When I spend 100 hours working to create a photograph, I produce a finished product. It’s tangible. It’s also permanent: I get to look at it forever, anybody can see it, and I can even sell copies of it.
All of those things disappear when I don’t finish. If I decided to spend 101 hours, or 200 hours, or 500 hours, and never decided that was enough, I don’t have a finished product. I have a negative or a digital file that, for almost all purposes, doesn’t exist. It’s not permanent. Nobody else can see it. I certainly can’t sell copies of it.
But even worse, not shipping robs me of credibility. I can’t call myself a photographer if, when you ask to see my work, I can’t point you to it. If I did, you’d either think I was a liar, or crazy.
If you’re going to put the effort into something to almost finish, just finish. Even if you think you could do better. Even if you’re not totally pleased with it. If the choice is shipping it or letting it languish, shrouded from the world because you think it’s 98% or 95% or 90% completed, ship it. Then move on.
As Louis C.K. explains, it’s how you become great:
I spent 15 years as a comedian, going in a circle that went nowhere. I hated my act, I had been doing the same hour of comedy for 15 years…and it was shit, I promise you. […]
I was sitting in my car after the show [in a Chinese restaurant] , just feeling like this was all a big mistake: I’m just not good enough; I felt like my jokes were a trap.
In the car I listened to a CD of George Carlin talking about comedy, talking about it seriously.
The thing that blew me away about this fellow was that he kept putting out specials. Every year there would be a new George Carlin special, a new George Carlin album. How did he do it? It made me literally cry, that I could never do that. I did the same jokes for 15 years.
On the CD they ask him, how do you write all this material? And he says, each year I decide I’d be working on that year’s special, then I’d do that special, then I would throw away that material and start again with nothing. And I thought, that’s crazy, how do you throw away? It took me fifteen years to build this shitty hour, and if I throw it away, I got nothing.
But he gave me the courage to try it — and also I was desperate, what else would I do?
This idea that you throw everything away and you start over again. After you are done telling jokes about airplanes and dogs, you throw them away. What do you have left? You can only dig deeper. You start talking about your feelings and who you are. And then you do those jokes until they’re gone. You gotta dig deeper. So then you start thinking about your fears and your nightmares and doing jokes about that. And then they’re gone. And then you start going into just weird shit.
It’s a process that I watched him do my whole life. And I started to try and do it.
THIS is the reason why I love CK. The myth of perfection causes far too many of us to not even try, to give up unless we’ve reached some imaginary standard of perfection. I’ve always admired CK’s guts in doing one blockbuster show at the end of the year, then scrapping everything and starting over again.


| REQUIRED WORK |
Which lines of the records below contain the word "brush"? Show each one.

| TASK MATERIAL |
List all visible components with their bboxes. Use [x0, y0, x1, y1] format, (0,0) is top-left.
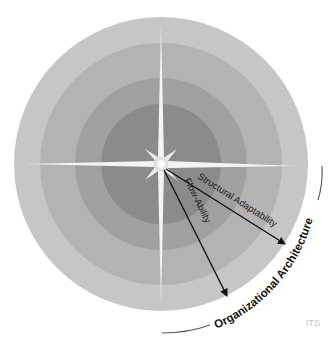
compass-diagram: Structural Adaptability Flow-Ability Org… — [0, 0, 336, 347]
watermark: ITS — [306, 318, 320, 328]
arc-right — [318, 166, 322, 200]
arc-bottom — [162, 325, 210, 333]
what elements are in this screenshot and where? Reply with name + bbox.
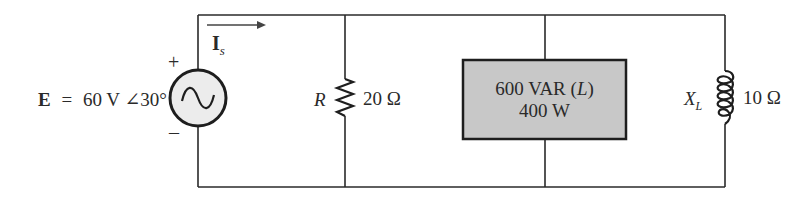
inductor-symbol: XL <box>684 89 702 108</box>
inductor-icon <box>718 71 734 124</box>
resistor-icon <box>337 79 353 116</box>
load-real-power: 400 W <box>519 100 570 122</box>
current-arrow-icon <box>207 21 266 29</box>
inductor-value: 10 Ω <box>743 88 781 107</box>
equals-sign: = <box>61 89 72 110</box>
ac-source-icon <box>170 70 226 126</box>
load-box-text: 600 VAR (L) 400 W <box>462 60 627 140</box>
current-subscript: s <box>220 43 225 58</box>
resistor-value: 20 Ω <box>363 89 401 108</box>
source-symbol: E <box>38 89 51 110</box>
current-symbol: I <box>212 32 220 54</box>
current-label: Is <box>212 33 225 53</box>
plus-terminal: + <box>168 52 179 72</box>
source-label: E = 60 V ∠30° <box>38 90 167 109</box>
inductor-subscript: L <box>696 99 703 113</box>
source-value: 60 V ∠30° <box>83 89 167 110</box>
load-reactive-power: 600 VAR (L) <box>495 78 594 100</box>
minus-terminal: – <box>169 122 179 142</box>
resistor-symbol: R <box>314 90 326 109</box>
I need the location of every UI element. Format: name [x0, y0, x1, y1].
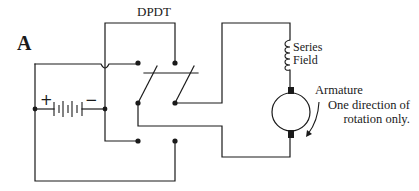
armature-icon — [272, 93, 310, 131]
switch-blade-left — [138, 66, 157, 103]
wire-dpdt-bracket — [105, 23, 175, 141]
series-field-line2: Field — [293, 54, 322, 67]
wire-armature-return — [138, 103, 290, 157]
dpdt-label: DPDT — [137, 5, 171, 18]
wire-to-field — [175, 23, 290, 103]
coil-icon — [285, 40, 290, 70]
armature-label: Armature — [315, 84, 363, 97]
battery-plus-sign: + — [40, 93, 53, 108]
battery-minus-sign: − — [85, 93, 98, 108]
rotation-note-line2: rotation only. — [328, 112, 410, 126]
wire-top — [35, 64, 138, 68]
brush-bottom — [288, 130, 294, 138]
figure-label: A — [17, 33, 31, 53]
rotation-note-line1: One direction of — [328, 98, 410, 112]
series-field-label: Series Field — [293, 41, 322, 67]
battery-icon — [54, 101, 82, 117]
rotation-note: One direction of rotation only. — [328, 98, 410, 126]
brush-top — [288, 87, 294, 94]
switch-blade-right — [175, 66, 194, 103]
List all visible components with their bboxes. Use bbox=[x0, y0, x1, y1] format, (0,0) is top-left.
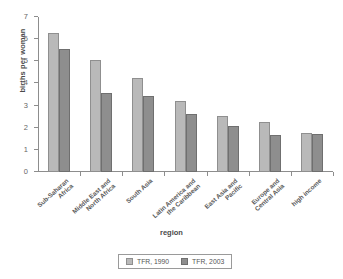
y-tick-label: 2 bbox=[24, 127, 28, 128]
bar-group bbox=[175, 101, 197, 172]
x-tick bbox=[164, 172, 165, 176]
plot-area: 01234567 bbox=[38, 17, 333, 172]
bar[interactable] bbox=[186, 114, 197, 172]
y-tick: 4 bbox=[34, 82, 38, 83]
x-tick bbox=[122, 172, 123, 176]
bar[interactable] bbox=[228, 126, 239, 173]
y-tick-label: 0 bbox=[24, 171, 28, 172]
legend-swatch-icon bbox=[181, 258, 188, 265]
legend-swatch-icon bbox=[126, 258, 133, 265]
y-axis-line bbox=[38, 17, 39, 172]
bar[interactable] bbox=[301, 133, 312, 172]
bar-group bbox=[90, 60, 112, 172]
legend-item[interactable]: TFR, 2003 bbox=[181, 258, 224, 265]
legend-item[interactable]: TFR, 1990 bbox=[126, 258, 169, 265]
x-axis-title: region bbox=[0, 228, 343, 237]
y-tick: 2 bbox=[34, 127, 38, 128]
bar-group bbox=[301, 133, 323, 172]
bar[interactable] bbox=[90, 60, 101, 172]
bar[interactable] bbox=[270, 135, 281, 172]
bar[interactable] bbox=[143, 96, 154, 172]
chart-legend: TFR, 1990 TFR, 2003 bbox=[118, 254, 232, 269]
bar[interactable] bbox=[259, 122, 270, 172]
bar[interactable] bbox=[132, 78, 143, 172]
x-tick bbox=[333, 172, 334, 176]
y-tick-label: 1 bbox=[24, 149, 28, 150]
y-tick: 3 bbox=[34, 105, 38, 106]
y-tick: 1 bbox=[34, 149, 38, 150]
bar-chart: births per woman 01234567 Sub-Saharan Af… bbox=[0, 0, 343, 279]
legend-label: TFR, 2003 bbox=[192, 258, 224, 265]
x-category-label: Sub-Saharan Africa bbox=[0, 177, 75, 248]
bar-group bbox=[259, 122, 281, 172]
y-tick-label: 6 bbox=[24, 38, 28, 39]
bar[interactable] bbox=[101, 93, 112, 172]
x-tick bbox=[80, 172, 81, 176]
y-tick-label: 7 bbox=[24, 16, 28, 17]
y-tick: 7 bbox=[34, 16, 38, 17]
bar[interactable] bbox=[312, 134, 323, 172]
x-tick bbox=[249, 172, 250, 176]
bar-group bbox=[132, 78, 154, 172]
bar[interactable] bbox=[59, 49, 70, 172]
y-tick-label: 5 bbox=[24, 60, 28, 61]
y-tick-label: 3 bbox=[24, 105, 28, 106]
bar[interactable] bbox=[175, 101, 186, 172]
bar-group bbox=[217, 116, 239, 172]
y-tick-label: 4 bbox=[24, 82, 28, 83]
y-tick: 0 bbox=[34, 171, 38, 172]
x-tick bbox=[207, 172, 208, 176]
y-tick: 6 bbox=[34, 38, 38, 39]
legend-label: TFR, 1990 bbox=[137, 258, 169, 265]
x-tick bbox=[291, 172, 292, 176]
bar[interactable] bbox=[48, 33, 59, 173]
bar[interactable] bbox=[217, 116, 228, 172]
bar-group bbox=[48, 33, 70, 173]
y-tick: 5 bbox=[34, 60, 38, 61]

| RESPONSE BOX |
brush-bottom — [288, 130, 294, 138]
brush-top — [288, 87, 294, 94]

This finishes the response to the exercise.